How Common Is SVT: Prevalence by Age and Gender

Supraventricular tachycardia (SVT) affects roughly 2.25 out of every 1,000 people, making it one of the more common heart rhythm disorders. While that number might sound small, it translates to hundreds of thousands of people living with episodes of rapid heartbeat that start above the heart’s lower chambers. In 2019 alone, nearly 140,000 emergency department visits in the United States had SVT as the primary diagnosis, and that number has been trending upward among adults.

Overall Prevalence

At a rate of about 2.25 per 1,000 people, SVT is common enough that most cardiologists and emergency physicians see it regularly. It’s not as widespread as atrial fibrillation, but it’s far from rare. The condition tends to come and go in episodes, so many people live with it for years, experiencing bursts of rapid heart rate that last minutes to hours before resolving on their own or with intervention.

The roughly 140,000 ER visits recorded in 2019 likely undercount the true burden, since many episodes end before someone reaches the hospital. A broader analysis that included SVT listed as a secondary diagnosis estimated closer to 260,000 ER visits that year. About 24% of those visits led to hospital admission, and another 10% resulted in an observation stay, meaning most people were evaluated and sent home the same day.

Who Gets SVT: Gender and Age

Women develop SVT about twice as often as men across all age groups. This isn’t evenly distributed across subtypes, though. The most common form, where the electrical signal loops within the heart’s central relay node, accounts for roughly half of all SVT cases and disproportionately affects women. Women with this type also tend to develop symptoms at a younger age than men do.

One exception to the female pattern involves a type of SVT caused by an extra electrical pathway between the upper and lower chambers of the heart. This form occurs more frequently in men. Wolff-Parkinson-White syndrome, the best-known version of this extra-pathway problem, accounts for about 2.4% of patients who show up to the emergency department with a fast, narrow-complex heart rhythm.

SVT in Children

A national birth cohort study tracking nearly 2 million live births found that SVT occurs at a rate of about 1 per 1,000 children per year by age 15. The condition can appear remarkably early. By one month of age, the cumulative incidence was 0.06 per 1,000; by one year, it reached 0.25 per 1,000. The rate climbs steadily through childhood, reaching 0.88 per 1,000 by age 10.

Boys and girls were affected almost equally in the pediatric data, with boys making up 51.6% of cases. That’s a notable contrast to the strong female predominance seen in adults. Children with major congenital heart defects or cardiomyopathy had significantly higher risks, but for children without these conditions, the overall numbers were only slightly lower. The risk of death from pediatric SVT was very low: 0.13% per year, with sudden death accounting for just 0.01% per year.

The Three Main Types and Their Frequency

SVT is an umbrella term covering several distinct rhythm problems. The breakdown matters because each type behaves a little differently:

  • AVNRT (roughly 50 to 60% of cases): The electrical signal gets caught in a loop near the center of the heart. This is the most common type overall and the one most likely to affect women.
  • AVRT (roughly 30% of cases): An extra electrical pathway connects the upper and lower chambers, creating a circuit. Wolff-Parkinson-White falls into this category.
  • Atrial tachycardia (roughly 10% of cases): The rapid rhythm originates from a spot in one of the upper chambers. This is the least common form and also shows a female predominance.

Common Triggers

Most people with SVT notice that certain situations make episodes more likely. The most frequently reported triggers include alcohol, caffeine, exercise, and sleep deprivation. Stress and dehydration are also commonly cited. Interestingly, the relationship between caffeine and heart rhythm is more nuanced than most people assume. While caffeine can increase the frequency of premature heartbeats (one trial showed a 54% increase compared to caffeine-free controls), habitual coffee drinking has actually been associated with lower rates of some arrhythmias. For most SVT patients, tracking personal triggers through a symptom diary is more useful than following blanket advice about what to avoid.

Treatment Success and Recurrence

Catheter ablation, a procedure that uses heat or cold energy to disable the tiny area of heart tissue causing the abnormal rhythm, is considered the definitive treatment for SVT. Success rates are high, but recurrence still happens in roughly 10 to 15% of cases. The likelihood of recurrence depends partly on where the problem circuit sits. When the abnormal tissue is close to the heart’s normal electrical wiring, doctors sometimes deliberately leave small areas untreated to avoid damaging healthy pathways, which can increase the chance of the rhythm returning.

In the pediatric population, about one in five children diagnosed with SVT undergoes ablation before age 15, typically around age 11. The remaining 83% either manage with medication, outgrow their episodes (especially common in infants), or have symptoms infrequent enough that no procedure is needed.

For people who prefer not to have a procedure or whose episodes are rare, medications that slow electrical conduction through the heart can reduce episode frequency. Many people also learn vagal maneuvers, simple physical techniques like bearing down or applying cold water to the face, that can sometimes stop an episode within seconds.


■ What is being asked
Say how many lines below hold the word "origin"; give the number by itself.

■ Records for the exercise
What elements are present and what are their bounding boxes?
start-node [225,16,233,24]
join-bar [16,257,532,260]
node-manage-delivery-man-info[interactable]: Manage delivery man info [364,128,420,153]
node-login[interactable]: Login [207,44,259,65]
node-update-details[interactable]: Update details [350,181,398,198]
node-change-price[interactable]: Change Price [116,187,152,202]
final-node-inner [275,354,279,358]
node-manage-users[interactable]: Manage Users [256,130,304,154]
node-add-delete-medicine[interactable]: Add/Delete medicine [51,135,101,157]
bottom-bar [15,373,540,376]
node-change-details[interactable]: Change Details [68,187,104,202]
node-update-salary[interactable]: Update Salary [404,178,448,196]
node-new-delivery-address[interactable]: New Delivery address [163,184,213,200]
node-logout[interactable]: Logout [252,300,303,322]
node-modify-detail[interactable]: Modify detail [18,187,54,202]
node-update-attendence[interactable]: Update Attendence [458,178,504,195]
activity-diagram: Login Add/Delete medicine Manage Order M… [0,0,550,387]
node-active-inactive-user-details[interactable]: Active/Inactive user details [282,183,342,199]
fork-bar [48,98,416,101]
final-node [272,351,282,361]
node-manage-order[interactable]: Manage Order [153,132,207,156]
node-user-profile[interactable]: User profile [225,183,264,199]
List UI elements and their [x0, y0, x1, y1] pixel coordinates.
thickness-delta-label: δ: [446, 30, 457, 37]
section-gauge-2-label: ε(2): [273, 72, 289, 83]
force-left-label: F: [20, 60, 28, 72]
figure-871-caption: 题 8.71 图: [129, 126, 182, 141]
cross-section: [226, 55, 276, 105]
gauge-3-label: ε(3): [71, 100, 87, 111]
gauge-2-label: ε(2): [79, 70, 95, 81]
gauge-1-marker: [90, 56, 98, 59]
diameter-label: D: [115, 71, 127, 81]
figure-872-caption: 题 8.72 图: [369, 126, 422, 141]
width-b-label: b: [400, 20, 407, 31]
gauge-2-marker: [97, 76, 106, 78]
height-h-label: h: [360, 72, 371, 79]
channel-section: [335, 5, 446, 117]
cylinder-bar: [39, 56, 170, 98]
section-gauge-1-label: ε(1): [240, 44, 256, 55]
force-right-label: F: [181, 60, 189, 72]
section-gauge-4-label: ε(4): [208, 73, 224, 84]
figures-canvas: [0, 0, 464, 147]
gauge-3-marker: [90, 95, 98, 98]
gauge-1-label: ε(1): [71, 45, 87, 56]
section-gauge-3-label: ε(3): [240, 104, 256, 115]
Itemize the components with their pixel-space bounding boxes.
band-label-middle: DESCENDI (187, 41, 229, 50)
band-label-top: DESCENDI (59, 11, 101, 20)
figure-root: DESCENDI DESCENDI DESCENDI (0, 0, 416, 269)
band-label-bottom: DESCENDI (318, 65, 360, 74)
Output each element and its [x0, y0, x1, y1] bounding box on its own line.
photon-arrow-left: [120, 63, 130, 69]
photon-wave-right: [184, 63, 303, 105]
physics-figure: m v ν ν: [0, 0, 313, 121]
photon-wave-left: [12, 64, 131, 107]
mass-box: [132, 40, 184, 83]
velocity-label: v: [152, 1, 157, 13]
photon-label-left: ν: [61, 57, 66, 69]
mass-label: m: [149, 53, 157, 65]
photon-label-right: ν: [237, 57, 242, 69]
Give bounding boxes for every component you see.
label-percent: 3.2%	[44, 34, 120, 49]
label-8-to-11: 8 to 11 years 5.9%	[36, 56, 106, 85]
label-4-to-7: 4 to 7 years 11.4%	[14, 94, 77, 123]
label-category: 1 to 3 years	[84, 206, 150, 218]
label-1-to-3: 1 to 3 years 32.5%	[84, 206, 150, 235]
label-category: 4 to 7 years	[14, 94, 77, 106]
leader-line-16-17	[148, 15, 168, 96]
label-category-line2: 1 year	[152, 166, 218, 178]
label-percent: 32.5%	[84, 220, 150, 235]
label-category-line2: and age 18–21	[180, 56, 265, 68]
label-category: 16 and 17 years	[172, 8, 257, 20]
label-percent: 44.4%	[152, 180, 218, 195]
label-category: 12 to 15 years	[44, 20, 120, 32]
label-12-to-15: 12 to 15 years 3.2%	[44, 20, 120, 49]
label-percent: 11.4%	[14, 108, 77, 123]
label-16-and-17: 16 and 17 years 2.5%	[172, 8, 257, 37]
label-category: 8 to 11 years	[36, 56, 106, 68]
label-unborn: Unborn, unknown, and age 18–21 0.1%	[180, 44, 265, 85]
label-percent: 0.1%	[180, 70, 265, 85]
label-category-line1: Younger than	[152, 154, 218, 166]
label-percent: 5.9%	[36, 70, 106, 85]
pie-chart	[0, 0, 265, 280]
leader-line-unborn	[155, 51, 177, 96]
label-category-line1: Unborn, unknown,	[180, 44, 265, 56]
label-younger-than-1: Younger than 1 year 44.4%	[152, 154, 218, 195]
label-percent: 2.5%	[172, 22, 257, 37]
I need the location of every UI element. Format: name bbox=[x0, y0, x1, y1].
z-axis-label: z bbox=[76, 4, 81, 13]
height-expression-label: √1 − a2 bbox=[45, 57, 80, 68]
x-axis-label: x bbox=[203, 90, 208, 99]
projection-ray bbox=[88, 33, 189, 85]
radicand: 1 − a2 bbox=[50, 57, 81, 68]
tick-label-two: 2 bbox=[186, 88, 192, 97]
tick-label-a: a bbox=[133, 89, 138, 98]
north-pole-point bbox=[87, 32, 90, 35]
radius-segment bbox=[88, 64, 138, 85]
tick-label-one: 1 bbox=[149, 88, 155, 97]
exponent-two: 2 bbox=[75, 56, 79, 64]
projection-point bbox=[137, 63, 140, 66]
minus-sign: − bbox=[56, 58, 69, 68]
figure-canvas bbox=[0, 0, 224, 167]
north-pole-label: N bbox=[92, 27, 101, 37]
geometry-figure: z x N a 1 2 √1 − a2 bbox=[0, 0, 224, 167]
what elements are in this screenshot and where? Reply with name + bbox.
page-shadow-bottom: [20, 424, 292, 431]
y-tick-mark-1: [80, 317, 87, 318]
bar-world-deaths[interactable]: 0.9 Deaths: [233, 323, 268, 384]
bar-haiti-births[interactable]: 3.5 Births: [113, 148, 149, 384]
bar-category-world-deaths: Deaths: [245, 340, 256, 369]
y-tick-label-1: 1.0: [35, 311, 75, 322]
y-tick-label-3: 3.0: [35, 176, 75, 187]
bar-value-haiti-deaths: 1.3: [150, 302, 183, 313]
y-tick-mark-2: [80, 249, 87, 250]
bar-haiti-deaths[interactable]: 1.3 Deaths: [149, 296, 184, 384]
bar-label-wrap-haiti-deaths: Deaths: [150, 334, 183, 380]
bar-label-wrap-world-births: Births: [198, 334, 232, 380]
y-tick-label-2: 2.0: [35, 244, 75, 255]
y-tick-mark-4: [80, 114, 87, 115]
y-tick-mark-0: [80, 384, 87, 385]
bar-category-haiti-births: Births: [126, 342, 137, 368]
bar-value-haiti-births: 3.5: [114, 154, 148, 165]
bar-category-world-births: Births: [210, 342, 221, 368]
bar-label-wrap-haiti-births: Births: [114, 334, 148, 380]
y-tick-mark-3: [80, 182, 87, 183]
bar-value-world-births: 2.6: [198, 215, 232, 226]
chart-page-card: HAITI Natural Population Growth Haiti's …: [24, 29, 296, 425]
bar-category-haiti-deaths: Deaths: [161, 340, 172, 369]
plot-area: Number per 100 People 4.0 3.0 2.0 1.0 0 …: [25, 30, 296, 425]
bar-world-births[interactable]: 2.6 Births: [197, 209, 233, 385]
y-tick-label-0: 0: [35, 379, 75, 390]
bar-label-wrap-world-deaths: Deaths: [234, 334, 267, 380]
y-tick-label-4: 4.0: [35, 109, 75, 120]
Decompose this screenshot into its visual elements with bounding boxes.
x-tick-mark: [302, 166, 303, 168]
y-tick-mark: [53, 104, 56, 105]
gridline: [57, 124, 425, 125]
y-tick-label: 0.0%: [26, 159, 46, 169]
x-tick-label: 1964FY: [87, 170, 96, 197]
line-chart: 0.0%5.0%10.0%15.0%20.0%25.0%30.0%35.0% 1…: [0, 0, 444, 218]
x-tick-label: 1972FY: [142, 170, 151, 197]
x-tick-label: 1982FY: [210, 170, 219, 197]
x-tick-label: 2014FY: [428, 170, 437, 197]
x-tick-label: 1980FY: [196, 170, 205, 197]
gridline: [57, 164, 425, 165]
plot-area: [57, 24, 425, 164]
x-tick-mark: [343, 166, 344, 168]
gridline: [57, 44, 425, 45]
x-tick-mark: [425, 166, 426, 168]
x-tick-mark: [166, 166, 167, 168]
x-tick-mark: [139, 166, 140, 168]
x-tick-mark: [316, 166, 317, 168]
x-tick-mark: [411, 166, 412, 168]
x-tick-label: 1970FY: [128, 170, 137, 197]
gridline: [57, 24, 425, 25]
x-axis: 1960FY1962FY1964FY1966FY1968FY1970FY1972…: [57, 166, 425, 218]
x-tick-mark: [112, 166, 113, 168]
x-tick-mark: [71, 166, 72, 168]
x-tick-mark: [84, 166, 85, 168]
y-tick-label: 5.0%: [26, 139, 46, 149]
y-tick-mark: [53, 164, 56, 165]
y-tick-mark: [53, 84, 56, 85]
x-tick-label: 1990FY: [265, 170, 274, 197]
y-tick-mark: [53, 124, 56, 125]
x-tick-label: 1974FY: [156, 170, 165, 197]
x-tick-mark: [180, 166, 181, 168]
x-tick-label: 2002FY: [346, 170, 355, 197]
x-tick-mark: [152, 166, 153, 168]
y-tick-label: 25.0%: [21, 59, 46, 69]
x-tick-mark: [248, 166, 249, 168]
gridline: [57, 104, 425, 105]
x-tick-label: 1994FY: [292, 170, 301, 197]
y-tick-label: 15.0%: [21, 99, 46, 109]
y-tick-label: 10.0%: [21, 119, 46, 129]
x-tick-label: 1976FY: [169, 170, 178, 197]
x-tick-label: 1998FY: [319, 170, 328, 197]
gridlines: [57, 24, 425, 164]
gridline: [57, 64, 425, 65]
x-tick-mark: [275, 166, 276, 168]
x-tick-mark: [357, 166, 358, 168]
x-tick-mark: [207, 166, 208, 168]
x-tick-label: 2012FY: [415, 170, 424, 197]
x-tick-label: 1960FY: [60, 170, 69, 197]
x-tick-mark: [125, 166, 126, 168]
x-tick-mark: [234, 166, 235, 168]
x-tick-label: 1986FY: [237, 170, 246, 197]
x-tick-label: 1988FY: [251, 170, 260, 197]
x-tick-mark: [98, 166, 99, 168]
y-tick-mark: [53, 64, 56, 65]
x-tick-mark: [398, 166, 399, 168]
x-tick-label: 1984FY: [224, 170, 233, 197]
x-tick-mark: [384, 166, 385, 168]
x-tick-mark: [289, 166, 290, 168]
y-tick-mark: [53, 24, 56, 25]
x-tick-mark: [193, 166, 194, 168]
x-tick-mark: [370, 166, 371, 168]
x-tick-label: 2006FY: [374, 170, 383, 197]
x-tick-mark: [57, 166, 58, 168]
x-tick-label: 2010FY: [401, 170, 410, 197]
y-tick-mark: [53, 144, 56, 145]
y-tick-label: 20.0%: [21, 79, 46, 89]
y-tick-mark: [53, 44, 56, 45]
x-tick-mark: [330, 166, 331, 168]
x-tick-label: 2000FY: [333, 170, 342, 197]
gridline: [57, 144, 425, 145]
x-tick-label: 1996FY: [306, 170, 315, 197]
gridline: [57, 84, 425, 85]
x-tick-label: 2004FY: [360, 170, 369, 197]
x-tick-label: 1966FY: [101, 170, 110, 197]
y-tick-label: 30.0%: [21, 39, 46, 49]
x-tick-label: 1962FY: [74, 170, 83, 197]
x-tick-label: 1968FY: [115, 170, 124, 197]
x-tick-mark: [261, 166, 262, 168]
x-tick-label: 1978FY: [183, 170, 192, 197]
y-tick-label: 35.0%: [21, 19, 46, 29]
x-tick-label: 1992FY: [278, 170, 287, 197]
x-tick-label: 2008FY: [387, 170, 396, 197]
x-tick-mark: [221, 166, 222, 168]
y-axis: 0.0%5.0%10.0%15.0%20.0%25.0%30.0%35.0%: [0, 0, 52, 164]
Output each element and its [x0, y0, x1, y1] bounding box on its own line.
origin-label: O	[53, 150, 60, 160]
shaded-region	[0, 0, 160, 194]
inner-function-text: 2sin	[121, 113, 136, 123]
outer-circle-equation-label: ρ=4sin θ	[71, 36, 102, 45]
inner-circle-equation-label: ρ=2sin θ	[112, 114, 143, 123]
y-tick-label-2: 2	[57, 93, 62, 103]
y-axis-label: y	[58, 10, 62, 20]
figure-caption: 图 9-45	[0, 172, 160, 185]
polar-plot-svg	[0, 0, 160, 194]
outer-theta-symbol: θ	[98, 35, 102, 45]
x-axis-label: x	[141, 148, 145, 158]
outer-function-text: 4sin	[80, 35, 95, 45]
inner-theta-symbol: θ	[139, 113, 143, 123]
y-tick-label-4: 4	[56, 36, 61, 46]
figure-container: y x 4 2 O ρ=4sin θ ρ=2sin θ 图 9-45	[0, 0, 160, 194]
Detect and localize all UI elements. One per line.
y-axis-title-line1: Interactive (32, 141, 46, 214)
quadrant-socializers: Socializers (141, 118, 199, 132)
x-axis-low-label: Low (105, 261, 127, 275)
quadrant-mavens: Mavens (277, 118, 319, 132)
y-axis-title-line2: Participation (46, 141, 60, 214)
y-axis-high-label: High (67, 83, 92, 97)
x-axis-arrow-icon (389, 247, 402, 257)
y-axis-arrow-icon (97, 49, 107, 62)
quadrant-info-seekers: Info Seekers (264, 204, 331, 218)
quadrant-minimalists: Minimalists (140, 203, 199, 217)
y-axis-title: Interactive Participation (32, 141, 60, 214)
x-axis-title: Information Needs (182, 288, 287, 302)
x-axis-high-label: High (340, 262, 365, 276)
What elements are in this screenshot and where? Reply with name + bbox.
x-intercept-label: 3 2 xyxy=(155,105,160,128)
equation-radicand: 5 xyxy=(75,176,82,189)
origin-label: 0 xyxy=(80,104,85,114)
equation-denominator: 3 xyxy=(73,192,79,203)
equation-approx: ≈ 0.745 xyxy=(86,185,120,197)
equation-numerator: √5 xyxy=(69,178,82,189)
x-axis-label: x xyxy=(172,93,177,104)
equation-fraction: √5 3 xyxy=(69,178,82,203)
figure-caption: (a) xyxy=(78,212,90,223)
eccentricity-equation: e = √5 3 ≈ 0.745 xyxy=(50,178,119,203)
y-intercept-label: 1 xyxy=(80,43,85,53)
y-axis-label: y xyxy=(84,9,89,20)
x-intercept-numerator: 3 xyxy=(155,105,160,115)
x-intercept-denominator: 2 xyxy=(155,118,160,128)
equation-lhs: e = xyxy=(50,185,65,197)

■ Result of this exercise
2